Losing Ourselves in Holiday Windows

Just yesterday I was telling my daughter about how Macy's, Gimbels, and other New York City stores would build elaborate displays in their windows to draw Christmas shoppers. People go the city from all over to see what the stores came up with this year. In my memories, "window shopping" has always been just a normal part of the Christmas shopping experience -even in small towns, to some extent. Have you ever wondered how that custom got started?

For over 150 years, familiar brands like R.H. Macy’s invested heavily in over-the-top store displays. Dr. William L. Bird, Jr., a curator at the National Museum of American History and the author of “Holidays on Display” says that Macy’s made its name in seasonal decor when the store revealed an animated shop window in 1883. “They had what they called a ‘panoply window display,’ where they took over all of the store’s front windows, installing a circular track with a mechanical sleigh. It would move around the window as if Santa were in a parade being pulled by reindeer.” Word spread of the Macy’s miracle, and shoppers would come from across town to marvel at the scene.

By the 1890s, all major department stores, like Selfridge & Co. in London or Marshall Field’s in Chicago, were committed to the Christmas display tradition. Each company attempted to outdo its rivals with more complex holiday displays, making particular use of their new plate glass windows, a byproduct of the Industrial Revolution.

When Lord & Taylor opened its 5th Avenue location in New York in 1914, the store took window dressing to new heights by installing hydraulic lifts that would raise displays from a basement studio up to the street level windows, allowing for dramatic overnight reveals. Other display innovations led to new products, like the first Lionel model train, which was invented in 1900 when the company founder, Joshua Lionel Cohen, began tinkering with ways to make a more lively toy store display. After a customer bought the first prototype right out of the window, Cohen knew he had a winner.

In addition to an article about the history of those elaborate Christmas window displays, Collectors Weekly also has a gallery of 30 of the most elaborate, most beautiful displays from the past.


▸ Your task
Each line of the data below that includes the string "chart" must be copied.

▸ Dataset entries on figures
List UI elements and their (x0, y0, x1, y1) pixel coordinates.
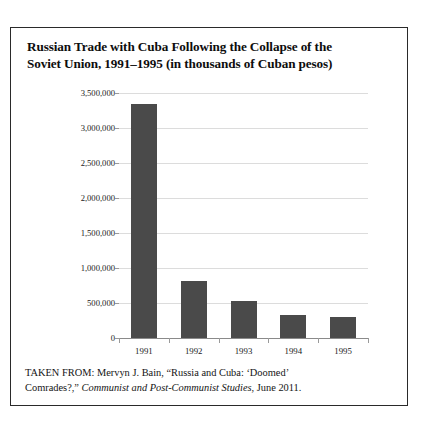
source-caption: TAKEN FROM: Mervyn J. Bain, “Russia and … (25, 366, 397, 395)
caption-journal-title: Communist and Post-Communist Studies (82, 382, 252, 393)
y-axis-tick-mark (115, 303, 119, 304)
bar-chart: 0500,0001,000,0001,500,0002,000,0002,500… (11, 28, 409, 407)
bar-1995 (330, 317, 356, 338)
bar-1994 (280, 315, 306, 338)
y-axis-tick-mark (115, 128, 119, 129)
x-axis-tick-mark (119, 338, 120, 343)
y-axis-tick-label: 1,000,000 (45, 264, 115, 273)
x-axis-tick-mark (169, 338, 170, 343)
bar-1991 (131, 104, 157, 339)
y-axis-tick-mark (115, 163, 119, 164)
x-axis-tick-label: 1995 (313, 346, 373, 356)
y-axis-tick-label: 0 (45, 334, 115, 343)
caption-line-1: TAKEN FROM: Mervyn J. Bain, “Russia and … (25, 366, 397, 381)
x-axis-tick-mark (318, 338, 319, 343)
y-axis-tick-mark (115, 198, 119, 199)
y-axis-tick-label: 2,500,000 (45, 159, 115, 168)
y-axis-tick-label: 3,000,000 (45, 124, 115, 133)
bar-1993 (231, 301, 257, 338)
caption-line-2-prefix: Comrades?,” (25, 382, 82, 393)
caption-line-2-suffix: , June 2011. (252, 382, 302, 393)
bar-1992 (181, 281, 207, 338)
y-axis-tick-mark (115, 233, 119, 234)
x-axis-tick-mark (219, 338, 220, 343)
y-axis-tick-label: 3,500,000 (45, 89, 115, 98)
gridline (119, 93, 368, 94)
y-axis-tick-label: 2,000,000 (45, 194, 115, 203)
figure-container: Russian Trade with Cuba Following the Co… (10, 27, 408, 406)
y-axis-labels: 0500,0001,000,0001,500,0002,000,0002,500… (41, 93, 115, 338)
y-axis-tick-label: 1,500,000 (45, 229, 115, 238)
caption-line-2: Comrades?,” Communist and Post-Communist… (25, 381, 397, 396)
plot-area (119, 93, 368, 338)
y-axis-tick-mark (115, 93, 119, 94)
x-axis-tick-mark (368, 338, 369, 343)
x-axis-line (119, 338, 369, 339)
x-axis-tick-mark (268, 338, 269, 343)
y-axis-tick-label: 500,000 (45, 299, 115, 308)
y-axis-tick-mark (115, 268, 119, 269)
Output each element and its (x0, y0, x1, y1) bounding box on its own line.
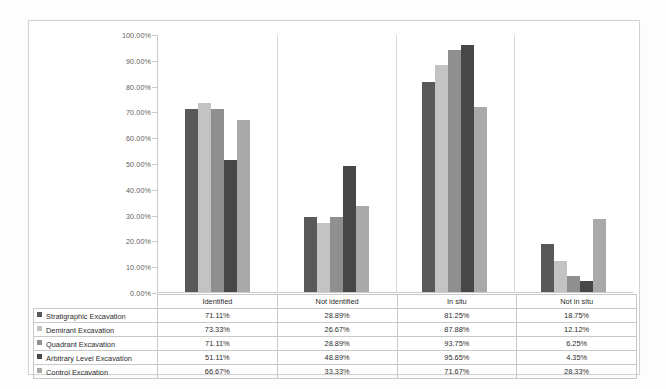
y-axis-tick-label: 10.00% (126, 263, 151, 272)
legend-label: Stratigraphic Excavation (46, 311, 126, 320)
legend-label: Arbitrary Level Excavation (46, 353, 132, 362)
y-axis-tick-label: 50.00% (126, 160, 151, 169)
table-cell-value: 4.35% (517, 351, 637, 365)
legend-swatch-icon (37, 312, 42, 317)
bar (356, 206, 369, 292)
bar (580, 281, 593, 292)
y-axis-tick (152, 87, 157, 88)
bar-group (158, 35, 277, 292)
plot-area (157, 35, 633, 293)
legend-swatch-icon (37, 340, 42, 345)
y-axis-tick (152, 267, 157, 268)
table-column-header: Identified (158, 295, 278, 309)
table-cell-value: 73.33% (158, 323, 278, 337)
y-axis-tick-label: 30.00% (126, 211, 151, 220)
chart-frame: 100.00%90.00%80.00%70.00%60.00%50.00%40.… (28, 20, 640, 375)
bar (211, 109, 224, 292)
y-axis-tick-label: 60.00% (126, 134, 151, 143)
table-cell-value: 87.88% (397, 323, 517, 337)
bar (554, 261, 567, 292)
bar (435, 65, 448, 292)
table-row: Quadrant Excavation71.11%28.89%93.75%6.2… (34, 337, 637, 351)
table-cell-value: 12.12% (517, 323, 637, 337)
bar-group (514, 35, 633, 292)
group-separator (396, 35, 397, 292)
bar-group (396, 35, 515, 292)
table-column-header: In situ (397, 295, 517, 309)
y-axis-tick-label: 40.00% (126, 185, 151, 194)
bar-group-inner (514, 35, 633, 292)
y-axis-tick-label: 90.00% (126, 56, 151, 65)
y-axis-tick-label: 20.00% (126, 237, 151, 246)
legend-swatch-icon (37, 368, 42, 373)
y-axis-tick (152, 112, 157, 113)
y-axis-tick-label: 70.00% (126, 108, 151, 117)
data-table: IdentifiedNot identifiedIn situNot in si… (33, 294, 637, 379)
group-separator (277, 35, 278, 292)
y-axis-tick (152, 164, 157, 165)
table-corner-cell (34, 295, 158, 309)
table-cell-value: 6.25% (517, 337, 637, 351)
bar (198, 103, 211, 292)
y-axis-tick (152, 138, 157, 139)
table-header-row: IdentifiedNot identifiedIn situNot in si… (34, 295, 637, 309)
table-cell-value: 93.75% (397, 337, 517, 351)
y-axis-tick (152, 216, 157, 217)
bar (461, 45, 474, 292)
table-cell-value: 71.67% (397, 365, 517, 379)
y-axis-tick (152, 61, 157, 62)
y-axis-tick (152, 190, 157, 191)
y-axis-tick-label: 80.00% (126, 82, 151, 91)
table-cell-value: 48.89% (277, 351, 397, 365)
legend-label: Demirant Excavation (46, 325, 114, 334)
chart-canvas: 100.00%90.00%80.00%70.00%60.00%50.00%40.… (0, 0, 666, 389)
bar (448, 50, 461, 292)
legend-entry: Control Excavation (34, 365, 158, 379)
table-row: Arbitrary Level Excavation51.11%48.89%95… (34, 351, 637, 365)
bar (237, 120, 250, 292)
bar-groups (158, 35, 633, 292)
table-cell-value: 71.11% (158, 337, 278, 351)
table-cell-value: 28.33% (517, 365, 637, 379)
legend-label: Control Excavation (46, 367, 108, 376)
x-axis-line (157, 292, 633, 293)
bar (304, 217, 317, 292)
bar (317, 223, 330, 292)
y-axis-tick-label: 100.00% (122, 31, 151, 40)
table-row: Control Excavation66.67%33.33%71.67%28.3… (34, 365, 637, 379)
legend-label: Quadrant Excavation (46, 339, 115, 348)
table-cell-value: 71.11% (158, 309, 278, 323)
bar (567, 276, 580, 292)
bar (541, 244, 554, 292)
y-axis-tick (152, 35, 157, 36)
bar (474, 107, 487, 292)
bar (330, 217, 343, 292)
table-cell-value: 33.33% (277, 365, 397, 379)
bar (422, 82, 435, 292)
table-column-header: Not identified (277, 295, 397, 309)
bar (224, 160, 237, 292)
y-axis-labels: 100.00%90.00%80.00%70.00%60.00%50.00%40.… (87, 35, 151, 293)
table-cell-value: 95.65% (397, 351, 517, 365)
legend-entry: Arbitrary Level Excavation (34, 351, 158, 365)
table-row: Stratigraphic Excavation71.11%28.89%81.2… (34, 309, 637, 323)
legend-entry: Quadrant Excavation (34, 337, 158, 351)
bar-group-inner (158, 35, 277, 292)
legend-swatch-icon (37, 326, 42, 331)
bar-group-inner (277, 35, 396, 292)
bar (593, 219, 606, 292)
legend-entry: Stratigraphic Excavation (34, 309, 158, 323)
table-cell-value: 18.75% (517, 309, 637, 323)
table-cell-value: 51.11% (158, 351, 278, 365)
bar (185, 109, 198, 292)
table-cell-value: 26.67% (277, 323, 397, 337)
table-cell-value: 81.25% (397, 309, 517, 323)
legend-swatch-icon (37, 354, 42, 359)
table-cell-value: 28.89% (277, 309, 397, 323)
table-row: Demirant Excavation73.33%26.67%87.88%12.… (34, 323, 637, 337)
legend-entry: Demirant Excavation (34, 323, 158, 337)
table-cell-value: 28.89% (277, 337, 397, 351)
table-column-header: Not in situ (517, 295, 637, 309)
table-cell-value: 66.67% (158, 365, 278, 379)
bar-group (277, 35, 396, 292)
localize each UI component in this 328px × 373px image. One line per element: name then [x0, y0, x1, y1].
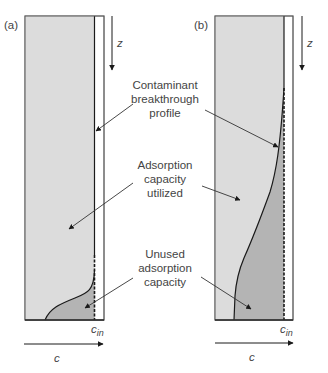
unused-line-2: adsorption — [138, 262, 192, 274]
breakthrough-line-2: breakthrough — [131, 93, 199, 105]
c-axis-label-b: c — [249, 351, 255, 363]
panel-a: (a) z cin c — [4, 16, 123, 364]
cin-label-a: cin — [91, 323, 104, 338]
cin-sub-b: in — [286, 328, 293, 338]
z-label-b: z — [306, 37, 313, 49]
c-axis-label-a: c — [54, 352, 60, 364]
utilized-line-2: capacity — [144, 173, 186, 185]
z-label-a: z — [116, 37, 123, 49]
utilized-line-1: Adsorption — [138, 159, 193, 171]
unused-line-1: Unused — [145, 248, 185, 260]
adsorption-column-diagram: (a) z cin c (b) z — [0, 0, 328, 373]
utilized-region-a — [25, 16, 95, 320]
panel-b-label: (b) — [194, 19, 208, 31]
cin-sub-a: in — [97, 328, 104, 338]
unused-line-3: capacity — [144, 276, 186, 288]
utilized-line-3: utilized — [147, 187, 183, 199]
breakthrough-line-3: profile — [149, 107, 180, 119]
breakthrough-line-1: Contaminant — [132, 79, 198, 91]
panel-a-label: (a) — [4, 19, 18, 31]
cin-label-b: cin — [280, 323, 293, 338]
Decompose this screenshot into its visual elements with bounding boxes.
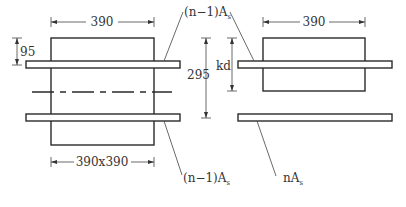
- effective-depth-dimension: 295: [187, 38, 211, 118]
- compression-steel-leader: [230, 12, 254, 61]
- cover-label: 95: [20, 45, 35, 59]
- compression-steel-strip: [238, 61, 392, 68]
- neutral-axis-dimension: kd: [216, 38, 237, 91]
- right-width-label: 390: [303, 15, 326, 29]
- right-width-dimension: 390: [263, 15, 365, 29]
- effective-depth-label: 295: [187, 68, 210, 82]
- top-steel-leader: [164, 12, 183, 61]
- section-size-label: 390x390: [76, 155, 129, 169]
- tension-steel-strip: [238, 114, 392, 121]
- left-section: 390 95 390x390 (n−1)As (n−1)As: [12, 5, 231, 187]
- bottom-steel-label: (n−1)As: [183, 171, 230, 187]
- tension-steel-label: nAs: [283, 171, 303, 187]
- top-width-label: 390: [91, 15, 114, 29]
- right-section: 390 kd nAs: [216, 12, 392, 187]
- bottom-steel-leader: [164, 121, 182, 175]
- top-steel-strip: [26, 61, 180, 68]
- section-diagram: 390 95 390x390 (n−1)As (n−1)As: [0, 0, 406, 207]
- tension-steel-leader: [257, 121, 276, 176]
- bottom-steel-strip: [26, 114, 180, 121]
- bottom-size-dimension: 390x390: [51, 155, 154, 169]
- neutral-axis-label: kd: [216, 59, 231, 73]
- top-steel-label: (n−1)As: [184, 5, 231, 21]
- top-width-dimension: 390: [51, 15, 154, 29]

▸ Written solution
bar-chart: 0500,0001,000,0001,500,0002,000,0002,500… (11, 28, 409, 407)
chart-frame: 100.00%90.00%80.00%70.00%60.00%50.00%40.… (28, 20, 640, 375)
chart-canvas: 100.00%90.00%80.00%70.00%60.00%50.00%40.… (0, 0, 666, 389)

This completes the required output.